The daughter of our close friends was anorexic, and, far from a craving attention, she loathed attention. She wore padded clothes to conceal her problem. She wanted to be left alone.
A truly beautiful girl, she passionately aspired to be a ballerina, but by about 10th grade her doctor told her that her that she'd lost so much bone mass that if she tried even her easier routines she'd break her foot bones and her shins; and if she fell, she'd break her hip.
She was losing her ability to even assimilate food, and at that point, "just eating more" wouldn't help at all.
She finally pulled through after long, patient medical intervention, but is still not out of danger.

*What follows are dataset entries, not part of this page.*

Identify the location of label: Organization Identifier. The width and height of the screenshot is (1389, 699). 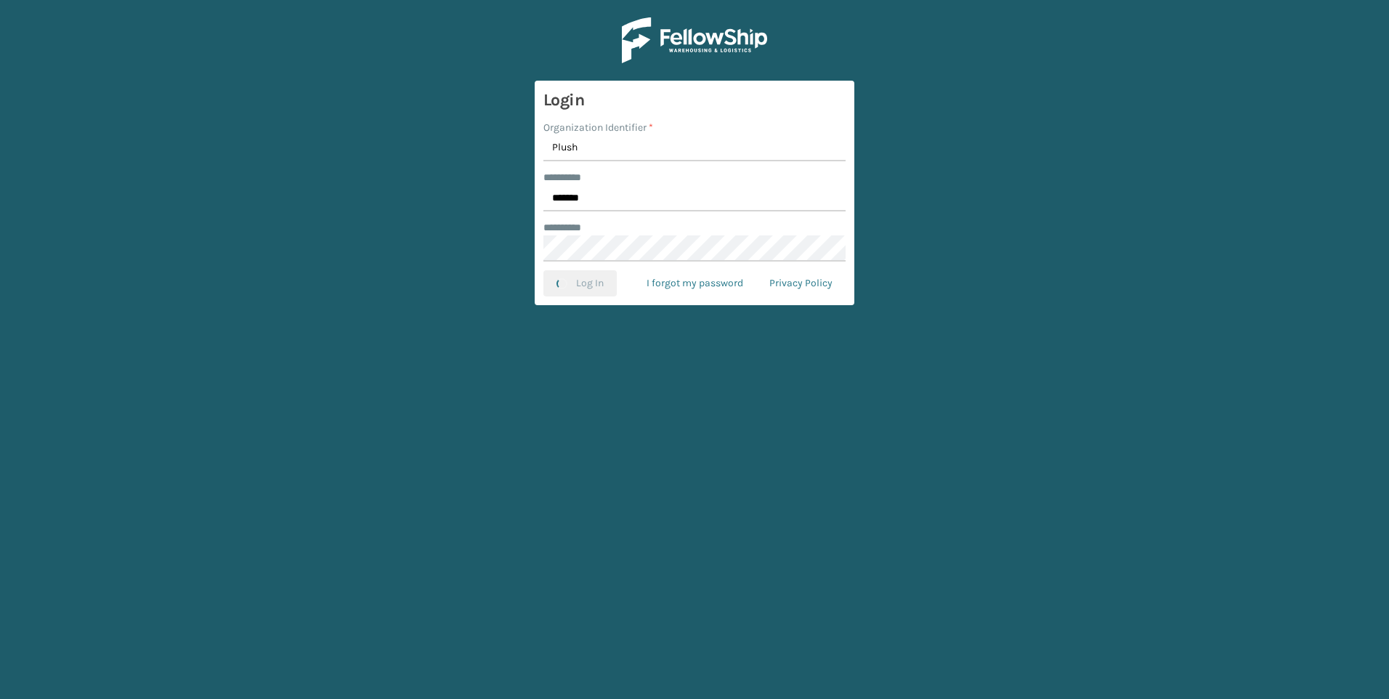
(598, 127).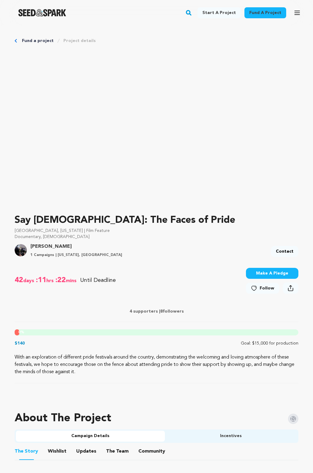 The width and height of the screenshot is (313, 473). I want to click on button: Campaign Details, so click(90, 436).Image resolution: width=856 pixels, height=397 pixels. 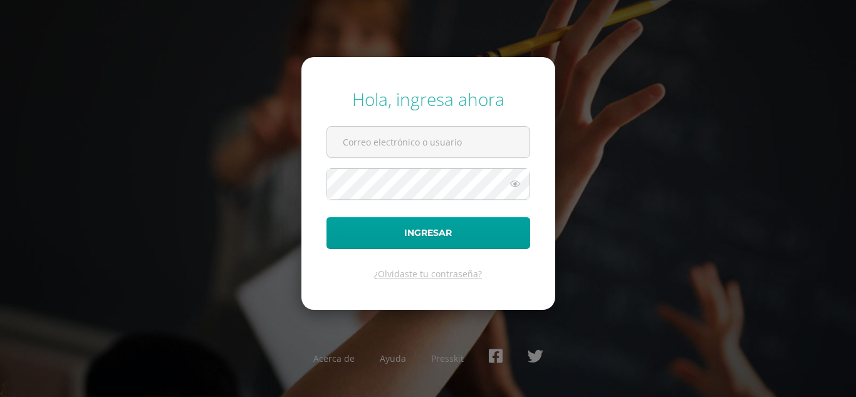 I want to click on a: Acerca de, so click(x=334, y=358).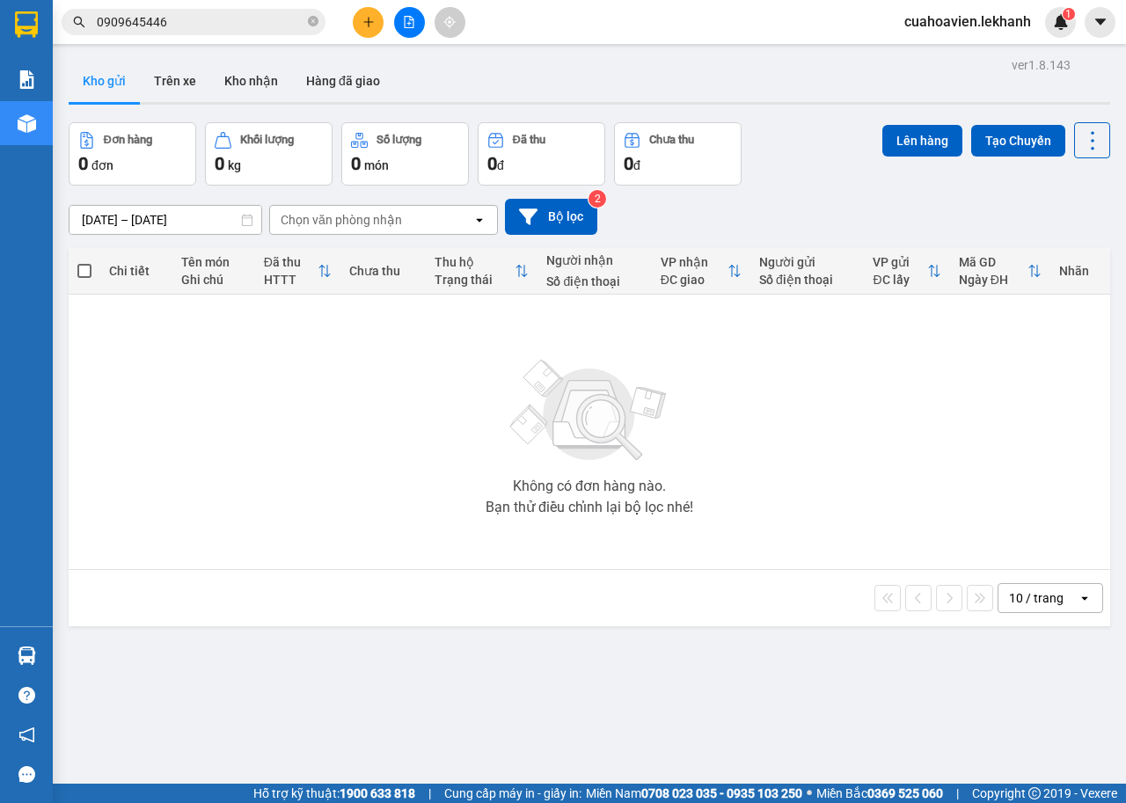 This screenshot has height=803, width=1126. Describe the element at coordinates (474, 280) in the screenshot. I see `div: Trạng thái` at that location.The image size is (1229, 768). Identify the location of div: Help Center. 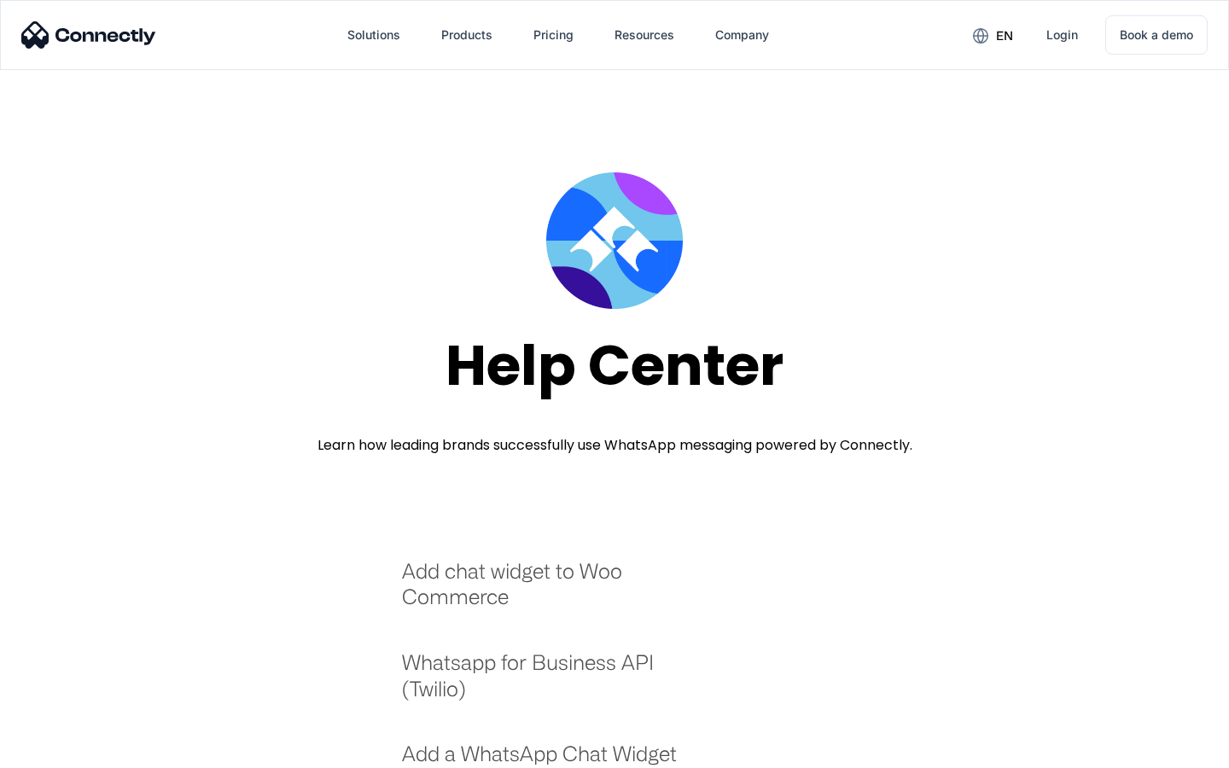
(615, 365).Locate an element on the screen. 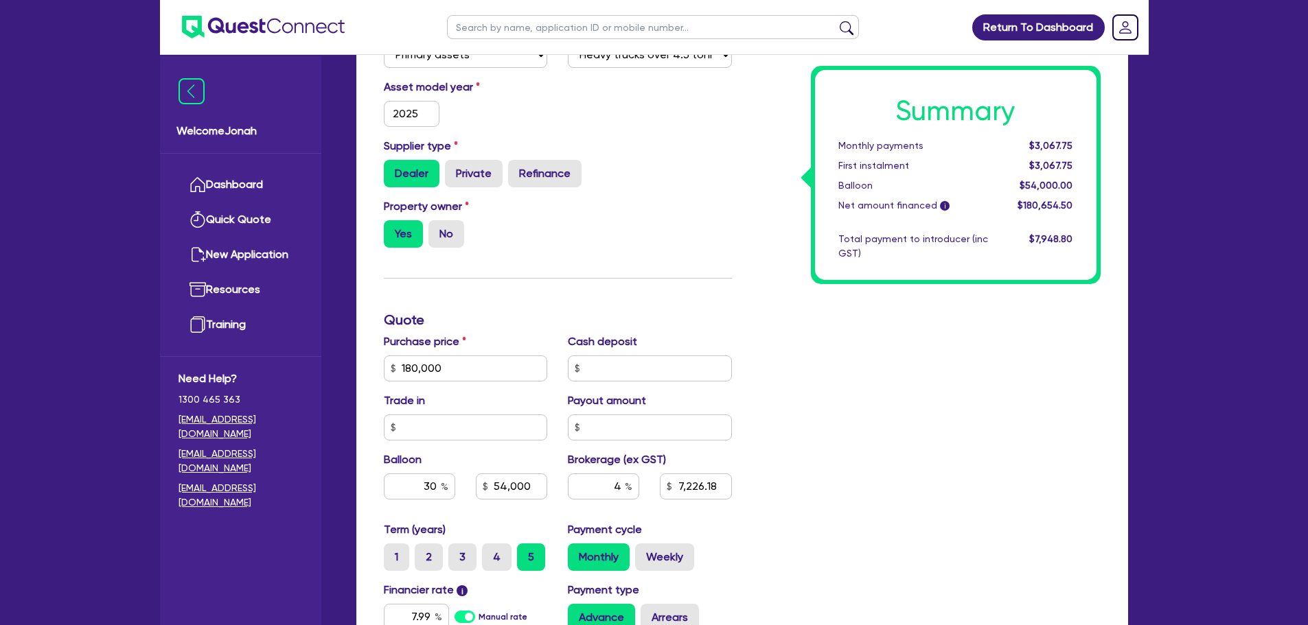 The height and width of the screenshot is (625, 1308). label: Weekly is located at coordinates (664, 557).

"Cry for attention"? She's quiet, socially avoidant, self-effacing to the point of self-erasing.
Your diagnosis is off.
” The daughter of our close friends was anorexic, and, far from a craving attention, she loathed attention. She wore padded clothes to conceal her problem. She wanted to be left alone.
A truly beautiful girl, she passionately aspired to be a ballerina, but by about 10th grade her doctor told her that her that she’d lost so much bone mass that if she tried even her easier routines she’d break her foot bones and her shins; and if she fell, she’d break her hip.”
So many ballerinas have Anorexia too. They have to be so thin to dance ballet and not sure why as the founders of that, Marie Taglioni and Anna Pavlova were not skinny! They were not fat but not skin and bones!
Same thing for these gymnasts. You know lot of those girls have developed eating disorders if not Anorexia then it’s bulimia nervosa sometimes both!!!